A 72-year-old Chilean woman suspected of having kidnapped and tortured dissidents during the military rule of Gen Augusto Pinochet has lost her lengthy legal battle against being extradited from Australia.
Adriana Rivas moved to Australia in 1978, where she worked as a nanny and a cleaner in Sydney's Bondi suburb.
Chile requested her extradition 12 years ago, alleging that before she emigrated to Australia, she had been involved in the disappearance of seven people, which she denies.
More than 40,000 people were politically persecuted, and around 3,000 were killed during the Pinochet era, which lasted from 1973 to 1990.
Rivas was first arrested during a visit to her home country in 2006 but returned to Australia while on bail.
Chile filed an extradition request in 2014, and on Monday, a federal judge dismissed her lawyers' arguments that the request was legally flawed.
Rivas could try to appeal against the decision at the full federal court, Australian media reports indicate, but it is unclear whether the grounds for such an appeal would be met.
A lawyer representing the relatives of the victims of the Pinochet regime stated that the families were 'truly, truly delighted' by Monday's ruling.
Barring any successful appeal, Rivas will be sent back to her home country to stand trial on charges of aggravated kidnapping.
Rivas was the personal secretary for Chile's infamous secret police chief Manuel Contreras from 1973 to 1976. Rights activists have long alleged that she was personally involved in the kidnapping and torture of dissidents.
She was considered an active agent for the National Intelligence Directorate (Dina), which was tasked with hunting down political opponents following Pinochet's military coup in September 1973.
Dina agents were responsible for the abduction, torture, and killing of thousands, before the agency was replaced by the equally brutal CNI, an army intelligence battalion.
Rivas has described her years at the Dina as 'the best of my life' during a 2013 interview with Australian broadcaster SBS, denying any wrongdoing. When asked about the torture carried out by Dina agents, she remarked that they had to break the people – it has happened all over the world, not only in Chile.
Chilean prosecutors accuse Rivas of participating in the 1976 forced disappearance of the secretary-general of Chile's Communist Party, Víctor Díaz, along with six other Communist Party members, all of whom are assumed to have been killed in detention. Among them, the youngest was 29-year-old Reinalda del Carmen Pereira Plaza, who was pregnant at the time.
Rivas is alleged to have been involved in the detention and ensured the victims' safety while serving in various operational roles. Witnesses from interviews with documentary filmmaker Lissette Orozco have claimed that she was one of Dina's "most brutal torturers," playing a key role in the elite Lautaro Brigade which targeted leaders of Chile's underground Communist Party. Orozco, who is Rivas' niece, spent five years creating a documentary on her aunt, which premiered at the 2017 Berlin Film Festival.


How to complete this task >> For the word "Commissioning", search the records and show each line in which it occurs.

Dataset excerpts >>
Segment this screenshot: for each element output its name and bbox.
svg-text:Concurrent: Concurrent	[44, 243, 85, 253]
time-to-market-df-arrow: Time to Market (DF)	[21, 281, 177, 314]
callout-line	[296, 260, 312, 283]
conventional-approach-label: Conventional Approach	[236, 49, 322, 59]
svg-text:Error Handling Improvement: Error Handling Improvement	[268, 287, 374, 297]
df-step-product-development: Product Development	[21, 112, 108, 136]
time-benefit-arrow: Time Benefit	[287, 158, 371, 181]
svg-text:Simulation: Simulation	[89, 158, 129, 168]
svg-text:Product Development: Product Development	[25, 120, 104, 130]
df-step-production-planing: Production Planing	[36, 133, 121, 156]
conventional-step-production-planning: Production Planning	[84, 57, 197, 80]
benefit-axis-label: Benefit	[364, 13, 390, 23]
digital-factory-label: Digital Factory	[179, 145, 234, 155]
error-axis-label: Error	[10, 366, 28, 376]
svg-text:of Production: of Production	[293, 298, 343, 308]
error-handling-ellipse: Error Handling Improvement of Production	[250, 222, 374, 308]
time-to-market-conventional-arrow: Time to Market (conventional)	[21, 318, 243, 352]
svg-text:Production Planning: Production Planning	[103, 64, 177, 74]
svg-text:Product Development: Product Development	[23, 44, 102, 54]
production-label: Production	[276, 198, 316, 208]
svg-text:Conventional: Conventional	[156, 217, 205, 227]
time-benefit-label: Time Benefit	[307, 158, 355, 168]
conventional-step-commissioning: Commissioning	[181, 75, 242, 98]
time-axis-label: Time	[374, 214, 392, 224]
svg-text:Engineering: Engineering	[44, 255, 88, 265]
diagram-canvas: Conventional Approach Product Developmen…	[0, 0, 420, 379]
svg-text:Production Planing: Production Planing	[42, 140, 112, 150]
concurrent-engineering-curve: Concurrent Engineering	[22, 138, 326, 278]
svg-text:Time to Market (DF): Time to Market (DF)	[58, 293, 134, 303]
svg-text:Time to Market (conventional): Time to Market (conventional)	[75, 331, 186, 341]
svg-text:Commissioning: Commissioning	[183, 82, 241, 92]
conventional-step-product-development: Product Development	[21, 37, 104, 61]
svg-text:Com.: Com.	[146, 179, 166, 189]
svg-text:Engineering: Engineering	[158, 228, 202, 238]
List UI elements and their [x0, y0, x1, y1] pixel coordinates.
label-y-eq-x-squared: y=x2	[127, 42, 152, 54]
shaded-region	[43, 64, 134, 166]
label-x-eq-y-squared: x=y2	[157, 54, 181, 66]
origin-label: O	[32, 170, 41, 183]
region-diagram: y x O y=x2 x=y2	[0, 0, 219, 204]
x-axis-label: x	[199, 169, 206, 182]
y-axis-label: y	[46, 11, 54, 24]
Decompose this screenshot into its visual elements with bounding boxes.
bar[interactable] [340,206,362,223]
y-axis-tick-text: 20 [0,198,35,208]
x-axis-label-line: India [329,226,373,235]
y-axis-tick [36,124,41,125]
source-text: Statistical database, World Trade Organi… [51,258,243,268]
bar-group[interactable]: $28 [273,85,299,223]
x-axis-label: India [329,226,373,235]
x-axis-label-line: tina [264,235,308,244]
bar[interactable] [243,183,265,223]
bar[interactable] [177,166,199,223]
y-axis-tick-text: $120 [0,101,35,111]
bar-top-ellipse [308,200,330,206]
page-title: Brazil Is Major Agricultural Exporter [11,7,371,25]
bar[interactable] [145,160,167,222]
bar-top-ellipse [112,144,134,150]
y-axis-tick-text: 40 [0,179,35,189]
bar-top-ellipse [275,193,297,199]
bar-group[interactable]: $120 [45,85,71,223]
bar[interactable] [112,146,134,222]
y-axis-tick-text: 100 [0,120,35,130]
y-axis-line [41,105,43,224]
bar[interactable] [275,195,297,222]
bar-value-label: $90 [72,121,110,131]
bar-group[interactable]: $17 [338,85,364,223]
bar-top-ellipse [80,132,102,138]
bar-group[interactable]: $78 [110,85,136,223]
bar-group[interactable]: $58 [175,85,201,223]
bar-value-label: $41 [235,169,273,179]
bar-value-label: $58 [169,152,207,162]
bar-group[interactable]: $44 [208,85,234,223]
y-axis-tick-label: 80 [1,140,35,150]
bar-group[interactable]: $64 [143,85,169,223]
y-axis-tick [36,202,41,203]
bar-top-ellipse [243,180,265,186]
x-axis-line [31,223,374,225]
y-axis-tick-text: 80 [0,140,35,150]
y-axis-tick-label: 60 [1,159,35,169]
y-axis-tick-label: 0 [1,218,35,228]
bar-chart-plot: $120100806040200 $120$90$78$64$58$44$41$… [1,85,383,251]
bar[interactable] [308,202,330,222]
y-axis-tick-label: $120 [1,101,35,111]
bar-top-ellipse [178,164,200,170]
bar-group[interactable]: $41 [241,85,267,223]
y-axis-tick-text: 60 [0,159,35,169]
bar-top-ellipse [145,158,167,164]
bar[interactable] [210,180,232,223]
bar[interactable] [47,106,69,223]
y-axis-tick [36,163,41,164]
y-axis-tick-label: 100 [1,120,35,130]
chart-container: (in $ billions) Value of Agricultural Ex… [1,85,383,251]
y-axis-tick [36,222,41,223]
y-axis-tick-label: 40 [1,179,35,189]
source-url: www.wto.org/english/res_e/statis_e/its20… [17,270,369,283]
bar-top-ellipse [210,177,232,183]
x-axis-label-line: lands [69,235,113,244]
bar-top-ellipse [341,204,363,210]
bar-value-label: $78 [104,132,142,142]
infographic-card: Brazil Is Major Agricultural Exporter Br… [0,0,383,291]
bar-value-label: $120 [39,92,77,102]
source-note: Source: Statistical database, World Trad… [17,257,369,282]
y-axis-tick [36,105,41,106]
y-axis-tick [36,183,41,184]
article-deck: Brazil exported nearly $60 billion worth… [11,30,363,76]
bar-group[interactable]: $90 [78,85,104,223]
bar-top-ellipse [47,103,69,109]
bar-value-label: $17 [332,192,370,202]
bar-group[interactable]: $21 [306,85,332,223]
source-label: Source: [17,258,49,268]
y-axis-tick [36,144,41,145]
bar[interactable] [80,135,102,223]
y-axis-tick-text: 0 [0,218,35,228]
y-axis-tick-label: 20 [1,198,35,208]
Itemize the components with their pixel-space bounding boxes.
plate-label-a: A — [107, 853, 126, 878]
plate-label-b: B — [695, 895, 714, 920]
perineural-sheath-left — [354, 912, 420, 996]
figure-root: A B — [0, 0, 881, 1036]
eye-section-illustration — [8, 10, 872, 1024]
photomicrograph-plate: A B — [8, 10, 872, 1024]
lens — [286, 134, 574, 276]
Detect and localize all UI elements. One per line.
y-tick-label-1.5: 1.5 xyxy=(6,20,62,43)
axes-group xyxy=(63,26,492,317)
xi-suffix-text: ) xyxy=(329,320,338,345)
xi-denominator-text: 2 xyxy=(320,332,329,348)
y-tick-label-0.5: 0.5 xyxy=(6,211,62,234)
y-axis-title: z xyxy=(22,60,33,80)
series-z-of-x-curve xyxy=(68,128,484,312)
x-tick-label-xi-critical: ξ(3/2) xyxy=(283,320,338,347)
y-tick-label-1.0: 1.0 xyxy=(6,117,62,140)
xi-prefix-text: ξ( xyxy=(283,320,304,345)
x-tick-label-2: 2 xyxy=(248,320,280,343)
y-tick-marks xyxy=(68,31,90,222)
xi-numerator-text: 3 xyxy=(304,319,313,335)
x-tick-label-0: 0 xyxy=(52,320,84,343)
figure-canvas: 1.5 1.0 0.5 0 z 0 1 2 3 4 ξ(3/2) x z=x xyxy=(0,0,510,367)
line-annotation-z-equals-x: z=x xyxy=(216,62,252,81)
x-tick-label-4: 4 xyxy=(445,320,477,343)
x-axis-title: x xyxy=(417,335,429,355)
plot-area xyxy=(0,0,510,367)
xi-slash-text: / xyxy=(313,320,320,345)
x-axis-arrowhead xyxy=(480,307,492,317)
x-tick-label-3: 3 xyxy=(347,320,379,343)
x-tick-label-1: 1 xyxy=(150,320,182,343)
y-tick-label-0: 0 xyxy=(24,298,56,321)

Response area >>
conventional-step-commissioning: Commissioning	[181, 75, 242, 98]
svg-text:Commissioning: Commissioning	[183, 82, 241, 92]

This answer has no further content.